**What the task asks**
Restate every entry word for word.
*** The data ***
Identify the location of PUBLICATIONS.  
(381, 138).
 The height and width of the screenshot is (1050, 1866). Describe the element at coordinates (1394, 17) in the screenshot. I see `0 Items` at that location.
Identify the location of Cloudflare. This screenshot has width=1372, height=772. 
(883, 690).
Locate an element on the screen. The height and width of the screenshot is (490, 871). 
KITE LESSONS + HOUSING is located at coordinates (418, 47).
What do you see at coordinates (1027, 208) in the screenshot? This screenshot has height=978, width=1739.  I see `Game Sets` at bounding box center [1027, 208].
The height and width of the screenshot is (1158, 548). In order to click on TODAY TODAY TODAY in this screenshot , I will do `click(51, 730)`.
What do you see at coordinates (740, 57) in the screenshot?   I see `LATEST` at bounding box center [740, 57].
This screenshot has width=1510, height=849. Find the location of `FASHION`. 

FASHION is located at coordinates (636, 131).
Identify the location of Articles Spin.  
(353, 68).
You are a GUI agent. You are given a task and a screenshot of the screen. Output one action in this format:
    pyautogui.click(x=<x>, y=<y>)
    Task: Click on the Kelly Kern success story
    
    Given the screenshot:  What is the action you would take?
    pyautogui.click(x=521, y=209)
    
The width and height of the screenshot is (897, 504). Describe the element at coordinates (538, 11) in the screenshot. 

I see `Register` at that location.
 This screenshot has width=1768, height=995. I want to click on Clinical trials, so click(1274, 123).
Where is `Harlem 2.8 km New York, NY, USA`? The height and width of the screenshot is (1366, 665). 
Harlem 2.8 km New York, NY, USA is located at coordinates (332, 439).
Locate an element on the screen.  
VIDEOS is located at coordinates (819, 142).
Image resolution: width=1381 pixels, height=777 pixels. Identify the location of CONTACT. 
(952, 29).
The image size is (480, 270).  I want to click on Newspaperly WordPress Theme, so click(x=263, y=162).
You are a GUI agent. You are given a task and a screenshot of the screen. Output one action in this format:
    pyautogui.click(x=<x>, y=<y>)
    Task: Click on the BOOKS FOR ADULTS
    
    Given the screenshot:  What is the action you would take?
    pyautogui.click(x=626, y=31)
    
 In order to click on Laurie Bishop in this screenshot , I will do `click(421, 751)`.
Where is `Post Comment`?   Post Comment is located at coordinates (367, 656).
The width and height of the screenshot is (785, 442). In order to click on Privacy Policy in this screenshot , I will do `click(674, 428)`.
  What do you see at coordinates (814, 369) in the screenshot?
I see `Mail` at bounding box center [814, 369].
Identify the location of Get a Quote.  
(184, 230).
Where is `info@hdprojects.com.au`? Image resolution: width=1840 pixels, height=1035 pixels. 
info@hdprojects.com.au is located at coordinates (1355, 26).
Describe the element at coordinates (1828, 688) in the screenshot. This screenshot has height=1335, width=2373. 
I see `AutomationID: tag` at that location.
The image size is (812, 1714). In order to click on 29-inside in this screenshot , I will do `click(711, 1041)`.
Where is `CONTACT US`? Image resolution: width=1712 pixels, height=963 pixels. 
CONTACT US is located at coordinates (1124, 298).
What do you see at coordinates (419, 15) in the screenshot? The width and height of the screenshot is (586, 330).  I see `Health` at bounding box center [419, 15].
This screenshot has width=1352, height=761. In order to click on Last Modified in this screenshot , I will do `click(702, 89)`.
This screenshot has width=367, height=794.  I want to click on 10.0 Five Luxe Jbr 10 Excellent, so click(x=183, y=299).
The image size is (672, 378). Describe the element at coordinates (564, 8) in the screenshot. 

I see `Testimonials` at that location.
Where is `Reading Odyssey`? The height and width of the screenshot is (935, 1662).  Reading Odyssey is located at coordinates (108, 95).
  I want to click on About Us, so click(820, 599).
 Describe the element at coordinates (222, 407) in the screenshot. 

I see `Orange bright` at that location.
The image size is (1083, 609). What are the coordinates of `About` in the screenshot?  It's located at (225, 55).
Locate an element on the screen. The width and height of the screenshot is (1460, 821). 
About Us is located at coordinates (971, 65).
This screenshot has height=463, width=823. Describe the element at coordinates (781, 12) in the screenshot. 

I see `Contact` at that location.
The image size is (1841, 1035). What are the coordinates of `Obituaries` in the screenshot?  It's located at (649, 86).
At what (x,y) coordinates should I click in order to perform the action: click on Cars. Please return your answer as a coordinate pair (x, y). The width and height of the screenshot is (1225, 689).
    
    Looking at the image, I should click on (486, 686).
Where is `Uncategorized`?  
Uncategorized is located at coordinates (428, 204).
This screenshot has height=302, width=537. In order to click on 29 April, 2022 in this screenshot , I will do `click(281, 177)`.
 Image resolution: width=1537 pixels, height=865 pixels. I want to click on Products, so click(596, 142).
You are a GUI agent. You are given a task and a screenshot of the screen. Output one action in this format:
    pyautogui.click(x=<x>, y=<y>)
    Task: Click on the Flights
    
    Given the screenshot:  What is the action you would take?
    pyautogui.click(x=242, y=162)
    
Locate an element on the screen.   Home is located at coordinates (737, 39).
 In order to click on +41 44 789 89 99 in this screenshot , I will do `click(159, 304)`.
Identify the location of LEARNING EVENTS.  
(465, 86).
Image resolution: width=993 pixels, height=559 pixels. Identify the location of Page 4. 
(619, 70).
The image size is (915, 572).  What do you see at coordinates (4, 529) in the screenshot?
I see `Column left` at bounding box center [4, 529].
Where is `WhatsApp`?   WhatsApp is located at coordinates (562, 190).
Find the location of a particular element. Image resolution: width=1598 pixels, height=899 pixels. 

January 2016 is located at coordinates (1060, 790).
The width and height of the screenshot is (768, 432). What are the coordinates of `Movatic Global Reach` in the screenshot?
*** End of The data ***
**Your solution**
Identify the location of PUBLICATIONS.  
(381, 138).
 The height and width of the screenshot is (1050, 1866). Describe the element at coordinates (1394, 17) in the screenshot. I see `0 Items` at that location.
Identify the location of Cloudflare. This screenshot has width=1372, height=772. 
(883, 690).
Locate an element on the screen. The height and width of the screenshot is (490, 871). 
KITE LESSONS + HOUSING is located at coordinates (418, 47).
What do you see at coordinates (1027, 208) in the screenshot? This screenshot has height=978, width=1739.  I see `Game Sets` at bounding box center [1027, 208].
The height and width of the screenshot is (1158, 548). In order to click on TODAY TODAY TODAY in this screenshot , I will do `click(51, 730)`.
What do you see at coordinates (740, 57) in the screenshot?   I see `LATEST` at bounding box center [740, 57].
This screenshot has width=1510, height=849. Find the location of `FASHION`. 

FASHION is located at coordinates (636, 131).
Identify the location of Articles Spin.  
(353, 68).
You are a GUI agent. You are given a task and a screenshot of the screen. Output one action in this format:
    pyautogui.click(x=<x>, y=<y>)
    Task: Click on the Kelly Kern success story
    
    Given the screenshot:  What is the action you would take?
    pyautogui.click(x=521, y=209)
    
The width and height of the screenshot is (897, 504). Describe the element at coordinates (538, 11) in the screenshot. 

I see `Register` at that location.
 This screenshot has width=1768, height=995. I want to click on Clinical trials, so click(1274, 123).
Where is `Harlem 2.8 km New York, NY, USA`? The height and width of the screenshot is (1366, 665). 
Harlem 2.8 km New York, NY, USA is located at coordinates (332, 439).
Locate an element on the screen.  
VIDEOS is located at coordinates (819, 142).
Image resolution: width=1381 pixels, height=777 pixels. Identify the location of CONTACT. 
(952, 29).
The image size is (480, 270).  I want to click on Newspaperly WordPress Theme, so click(x=263, y=162).
You are a GUI agent. You are given a task and a screenshot of the screen. Output one action in this format:
    pyautogui.click(x=<x>, y=<y>)
    Task: Click on the BOOKS FOR ADULTS
    
    Given the screenshot:  What is the action you would take?
    pyautogui.click(x=626, y=31)
    
 In order to click on Laurie Bishop in this screenshot , I will do `click(421, 751)`.
Where is `Post Comment`?   Post Comment is located at coordinates (367, 656).
The width and height of the screenshot is (785, 442). In order to click on Privacy Policy in this screenshot , I will do `click(674, 428)`.
  What do you see at coordinates (814, 369) in the screenshot?
I see `Mail` at bounding box center [814, 369].
Identify the location of Get a Quote.  
(184, 230).
Where is `info@hdprojects.com.au`? Image resolution: width=1840 pixels, height=1035 pixels. 
info@hdprojects.com.au is located at coordinates (1355, 26).
Describe the element at coordinates (1828, 688) in the screenshot. This screenshot has height=1335, width=2373. 
I see `AutomationID: tag` at that location.
The image size is (812, 1714). In order to click on 29-inside in this screenshot , I will do `click(711, 1041)`.
Where is `CONTACT US`? Image resolution: width=1712 pixels, height=963 pixels. 
CONTACT US is located at coordinates (1124, 298).
What do you see at coordinates (419, 15) in the screenshot? The width and height of the screenshot is (586, 330).  I see `Health` at bounding box center [419, 15].
This screenshot has width=1352, height=761. In order to click on Last Modified in this screenshot , I will do `click(702, 89)`.
This screenshot has width=367, height=794.  I want to click on 10.0 Five Luxe Jbr 10 Excellent, so click(x=183, y=299).
The image size is (672, 378). Describe the element at coordinates (564, 8) in the screenshot. 

I see `Testimonials` at that location.
Where is `Reading Odyssey`? The height and width of the screenshot is (935, 1662).  Reading Odyssey is located at coordinates (108, 95).
  I want to click on About Us, so click(820, 599).
 Describe the element at coordinates (222, 407) in the screenshot. 

I see `Orange bright` at that location.
The image size is (1083, 609). What are the coordinates of `About` in the screenshot?  It's located at (225, 55).
Locate an element on the screen. The width and height of the screenshot is (1460, 821). 
About Us is located at coordinates (971, 65).
This screenshot has height=463, width=823. Describe the element at coordinates (781, 12) in the screenshot. 

I see `Contact` at that location.
The image size is (1841, 1035). What are the coordinates of `Obituaries` in the screenshot?  It's located at (649, 86).
At what (x,y) coordinates should I click in order to perform the action: click on Cars. Please return your answer as a coordinate pair (x, y). The width and height of the screenshot is (1225, 689).
    
    Looking at the image, I should click on (486, 686).
Where is `Uncategorized`?  
Uncategorized is located at coordinates (428, 204).
This screenshot has height=302, width=537. In order to click on 29 April, 2022 in this screenshot , I will do `click(281, 177)`.
 Image resolution: width=1537 pixels, height=865 pixels. I want to click on Products, so click(596, 142).
You are a GUI agent. You are given a task and a screenshot of the screen. Output one action in this format:
    pyautogui.click(x=<x>, y=<y>)
    Task: Click on the Flights
    
    Given the screenshot:  What is the action you would take?
    pyautogui.click(x=242, y=162)
    
Locate an element on the screen.   Home is located at coordinates (737, 39).
 In order to click on +41 44 789 89 99 in this screenshot , I will do `click(159, 304)`.
Identify the location of LEARNING EVENTS.  
(465, 86).
Image resolution: width=993 pixels, height=559 pixels. Identify the location of Page 4. 
(619, 70).
The image size is (915, 572).  What do you see at coordinates (4, 529) in the screenshot?
I see `Column left` at bounding box center [4, 529].
Where is `WhatsApp`?   WhatsApp is located at coordinates (562, 190).
Find the location of a particular element. Image resolution: width=1598 pixels, height=899 pixels. 

January 2016 is located at coordinates (1060, 790).
The width and height of the screenshot is (768, 432). What are the coordinates of `Movatic Global Reach` in the screenshot?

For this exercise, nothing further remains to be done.